Berlin's Museumsinsel (Museum Island) is a unique ensemble of five museums, including the Pergamon Museum - built on a small island in Berlin's Spree River between 1824 and 1930. A cultural and architectural monument of great significance, it was awarded UNESCO World Heritage Status in 1999.

Berlin's own Acropolis of the arts is considered unique because it illustrates the evolution of modern museum design over the course of the 20th century and its collections span six thousand years of human artistic endeavour.

Its artefacts, originating largely from the private collections of the Prussian royal family, have been administered since 1918 by the Stiftung Preußischer Kulturbesitz (Prussian Cultural Heritage Foundation). The first museum, the Altes Museum (1830) considered to be Karl Friedrich Schinkel's neoclassical masterpiece is Germany's oldest museum. The development of the area as a museum complex and the construction of the other four museums stemmed from King Friedrich Wilhelm's (1840-1861) romantic vision of a refuge of the arts and sciences similar to the Forum of ancient Rome.

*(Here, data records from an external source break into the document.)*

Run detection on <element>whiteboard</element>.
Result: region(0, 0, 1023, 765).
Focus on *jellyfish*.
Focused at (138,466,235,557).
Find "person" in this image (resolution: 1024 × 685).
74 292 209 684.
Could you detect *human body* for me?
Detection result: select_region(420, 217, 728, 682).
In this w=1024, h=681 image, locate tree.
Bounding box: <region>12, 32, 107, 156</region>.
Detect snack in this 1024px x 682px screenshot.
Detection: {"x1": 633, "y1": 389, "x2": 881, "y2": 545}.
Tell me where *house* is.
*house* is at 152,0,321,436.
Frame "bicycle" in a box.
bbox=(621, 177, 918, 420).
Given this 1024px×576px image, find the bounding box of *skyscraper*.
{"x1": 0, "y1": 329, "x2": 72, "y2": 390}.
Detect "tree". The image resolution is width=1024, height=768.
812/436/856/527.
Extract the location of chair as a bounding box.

UNESCO defined it 'an outstanding example of the Enlightenment vision of making art publicly accessible, given material form in a central urban setting".

The Master Plan for the full-scale renovation and modernisation of the area, adopted and underway since 1999, aims to turn the site into a state-of-the-art cultural location. Amongst the planned additions are the architectural promenade linking the buildings, infrastructural developments including a new, central entrance building by British architect David Chipperfiled, with exhibition areas, cafés, and museum shops - the restoration of the Old National Gallery's gardens to their former 1900 appearance and the fourth wing of the Pergamon Museum.